I went to see the castle twice in 2015, in March and September. I took a large number of photographs. One (of the water-staining) is just above. Here's a few more:



All the most interesting shots were published on my Flickr pages. I did a blog post in the weeks after each visit, and that was that for a long while.

Until 1st March this year, when a lady called Emma Love, who works for Chocolate Media, a TV production company, approached me for permission to use my Castle Drogo shots on Flickr in a Channel 4 documentary series entitled Restoration of the Year. I'm guessing they wanted to use a succession of still snapshots in between talking heads in the video footage, tracking the progress of the restoration work. No doubt, of course, the National Trust had been taking its own pictures of every possible aspect of the restoration at Castle Drogo, from inception to the present time. But the NT wouldn't be providing those free to a TV production company. They'd want some money. Hence Emma Love's approach to me - and no doubt several other amateur shooters who had also published their work on Flickr.

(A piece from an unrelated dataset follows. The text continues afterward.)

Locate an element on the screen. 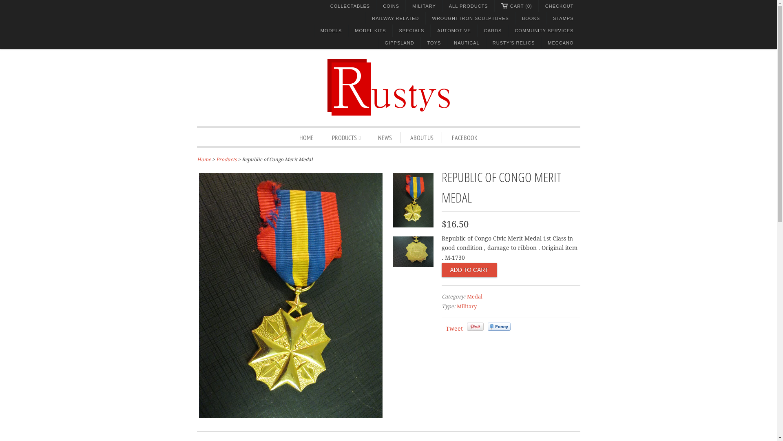  ABOUT US is located at coordinates (422, 138).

I could have said 'Yes, please go ahead, use whatever pictures you like.' But it's not so simple. I own the copyright to all my shots, and in fact I assert it with a copyright notice embedded in every digital photo file. If somebody wants to use a picture of mine, they have to ask me for a licence - and be prepared to pay for it, or else knowingly steal the shot from me - a fact that would show up if they then tried to sell the picture on to a third party, because of the embedded copyright notice. A bona fide production company would never of course stoop to theft. They'd expect to negotiate, if I insisted on a fee.

I regularly get approached like this. The big commercial picture libraries (Getty, for example) charge whopping amounts to use the shots in their high-quality stock collections, so Flickr (an amateur photo-hosting site) has become a recognised cheap (or free) alternative source for companies looking for off-the-peg shots. And although there is a lot of dross on Flickr, there are nevertheless millions of very good photographs of publishable quality. There are thousands of people like me who go to places, and take the kind of shots, that commercial companies might well be looking for.

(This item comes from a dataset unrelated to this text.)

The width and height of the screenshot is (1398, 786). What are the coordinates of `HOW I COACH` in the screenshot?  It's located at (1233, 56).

Actually, I don't often ask for a fee. If, for instance, a museum or historical society requests a licence to use a shot or two of mine, I generally grant one for no payment - just a credit naming me as the photographer - on the basis that they will use it primarily for a public-education purpose. But if it will be used for revenue-generation, then on principle I will ask for a fee. Chocolate Media's aim was clearly to sell their production to Channel 4. So I wanted my proper cut, albeit a small one.

And in this case, the fee would indeed be small. My pictures could hardly be unique. I wouldn't expect much per shot. The exact terms would be arrived at through negotiation, if Emma Love were authorised to do a deal. I suspected that she had a brief to source shots at nil cost. But I was bound to make a charge, and I explained my position to her in an exchange of emails.

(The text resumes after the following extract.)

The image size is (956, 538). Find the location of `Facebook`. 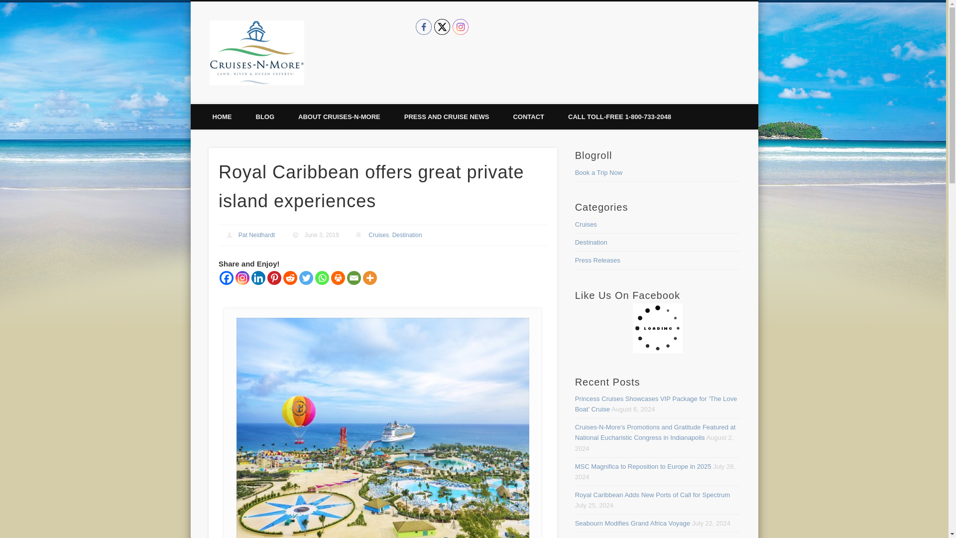

Facebook is located at coordinates (226, 278).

I'm not a professional photographer, and I don't take photos with the aim of making money from them. So if she were unable to proceed - because the production budget did not allow for paying for any still shots used - then I would suffer no loss. But they wouldn't be able to use my pictures.

She soon emailed me back to say that she had found another source. I'm quite sure that would be easy to do. She probably had dozens of other sources up her sleeve, and anybody wanting to charge a fee, like myself, would be out of the running and not missed. That's perfectly OK, exactly what you would expect to happen. I'm mildly flattered that she thought my shots good enough to consider!

2 comments:

  1. Ah, what a shame. It would have been nice to see your name among the end of programme credits. I might even have recorded it and shown it to my neighbours. "I know that Lucy Melford," I'd say.

    ReplyDelete
  2. I'm just not celebrity material, Angie!